Celebrating and Commemorating

Why do we sit down to eat when the Jews had to run?

Is it ethical or slightly ironic to have a lamb shank to celebrate freedom?

Why are plagues simply represented by drops of wine?

Why are there tears if we are celebrating?

Out of the mouths of babes, as the saying goes, or in this instance from the students in the first year of their bnei mitzvah learning, we learn wisdom. Is the seder a commemoration or a celebration, especially this year? 

In the week marking a year since lockdown we have been reflecting and remembering those who died, what has been lost, but also what we have gained. Some gains have been appreciated and wonderful, but others are bitter gains like women’s continued and rising inequality and lack of safety both at home and on the streets. Or the sharing of stories in book clubs and work meetings of the varying degrees of abuse that all women and girls have experienced. The sad truth is that every girl and woman I know has a story to tell. 

Some of our younger members have rightly questioned whether we should be focusing on binary gender understandings, as in identifying only a male/female perspective, rather than talk about a spectrum of gender identity. The focus on women in the seder tradition is highlighting one continued struggle, and it does not mean that it overshadows another struggle, and so when we talk about men and women we can see it as an awareness of both those who are in the centre and those who are on the margins, and the need for recognising all.

It feels even more imperative this year to focus on the women in the Exodus narrative, and on those on the margins. Notice in your haggadot, in the text and in the images, how many women there are, if any? And then, use this handout to meet the courageous women who saved Moses, and without whom there would have been no Exodus. Tell the story seen through the eyes of Miriam, the midwives or Moses’ neglected wife Tzipporah. Add daughters or children to the four sons, discuss contemporary plagues, make your own four questions.

And the answers? Hopefully they will emerge from your discussions, but as the seder reminds us - it’s the questions that matter the most, right?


While leaving the pictures out, set down only the lines from the one with "What do you see at coordinates (1281, 243)" through the end of the records, exactly as they stand.
##### DATA FOR THIS TASK
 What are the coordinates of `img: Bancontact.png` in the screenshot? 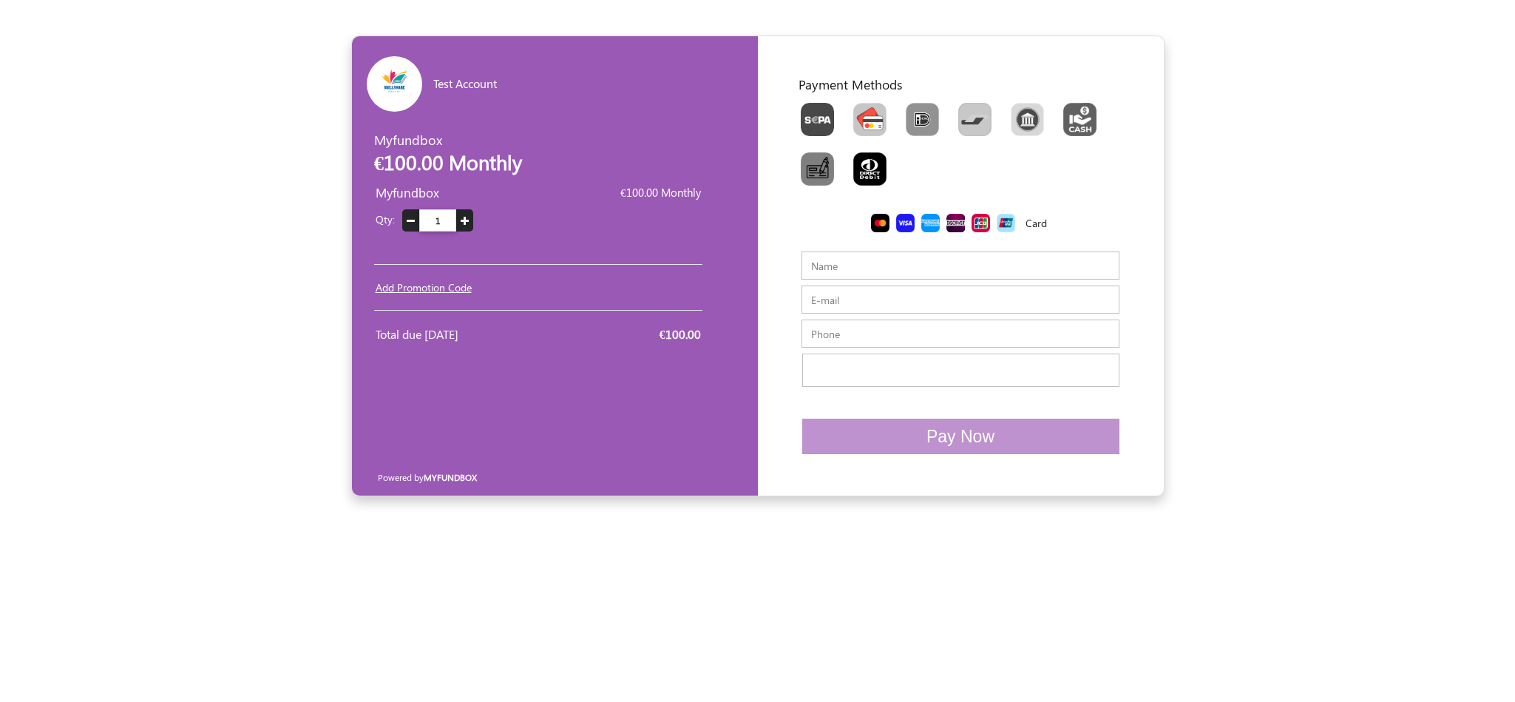 It's located at (974, 119).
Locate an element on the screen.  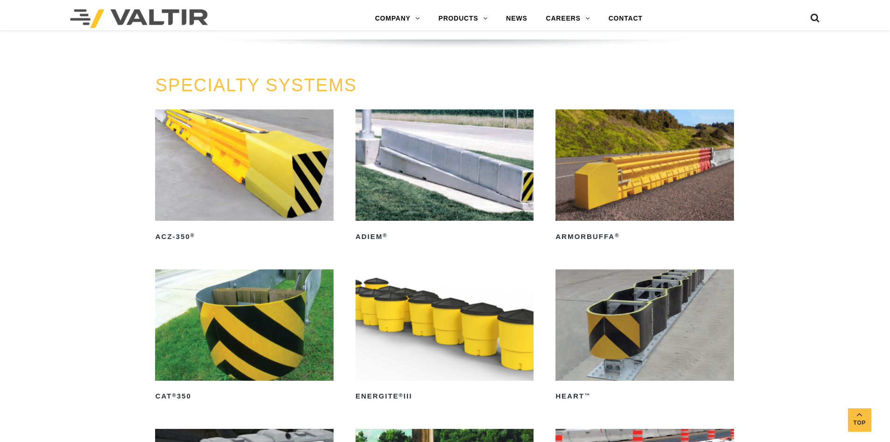
a: HEART™ is located at coordinates (644, 336).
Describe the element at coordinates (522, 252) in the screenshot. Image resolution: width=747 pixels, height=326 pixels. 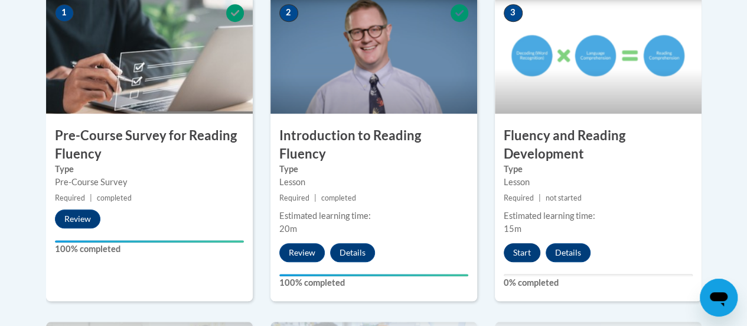
I see `button: Start` at that location.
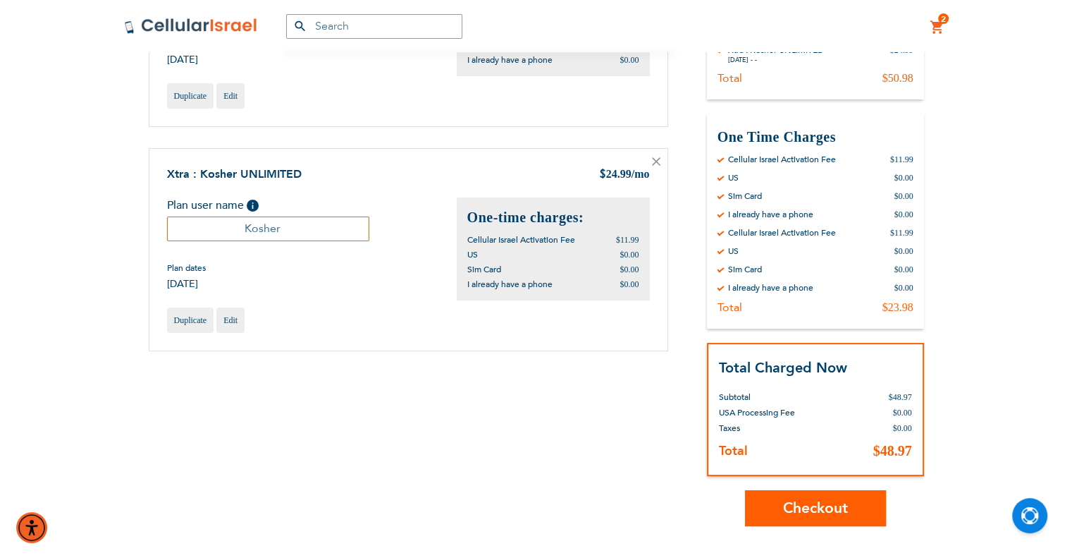 Image resolution: width=1072 pixels, height=558 pixels. Describe the element at coordinates (521, 240) in the screenshot. I see `span: Cellular Israel Activation Fee` at that location.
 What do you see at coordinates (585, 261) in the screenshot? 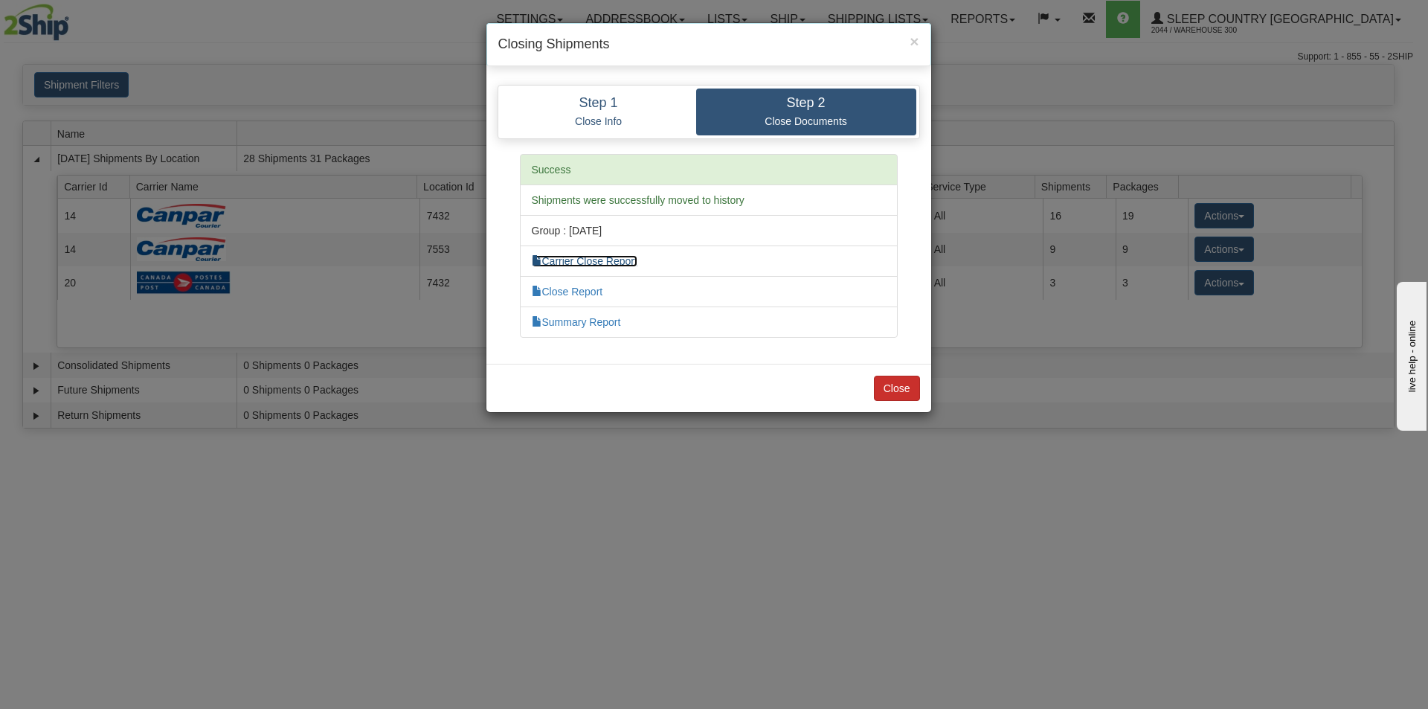
I see `a: Carrier Close Report` at bounding box center [585, 261].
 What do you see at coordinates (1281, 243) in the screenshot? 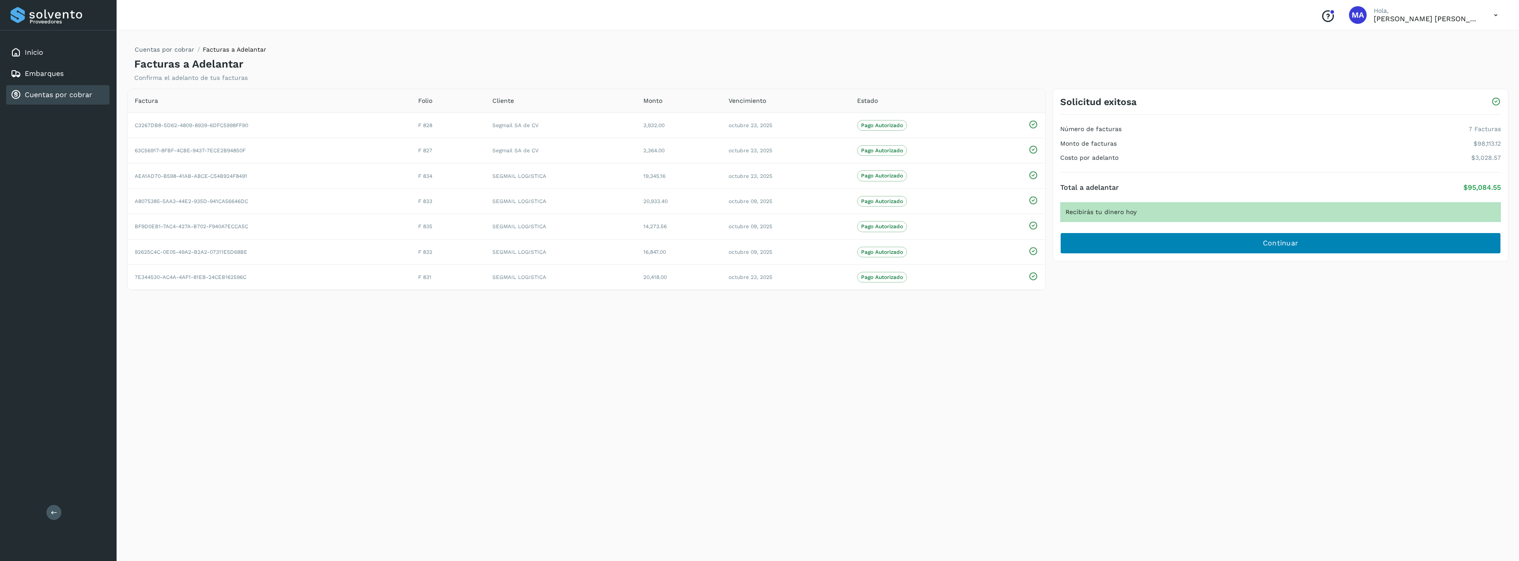
I see `button: Continuar` at bounding box center [1281, 243].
##########
> _THE COMPLETED TASK_:
 What do you see at coordinates (1281, 243) in the screenshot? 
I see `button: Continuar` at bounding box center [1281, 243].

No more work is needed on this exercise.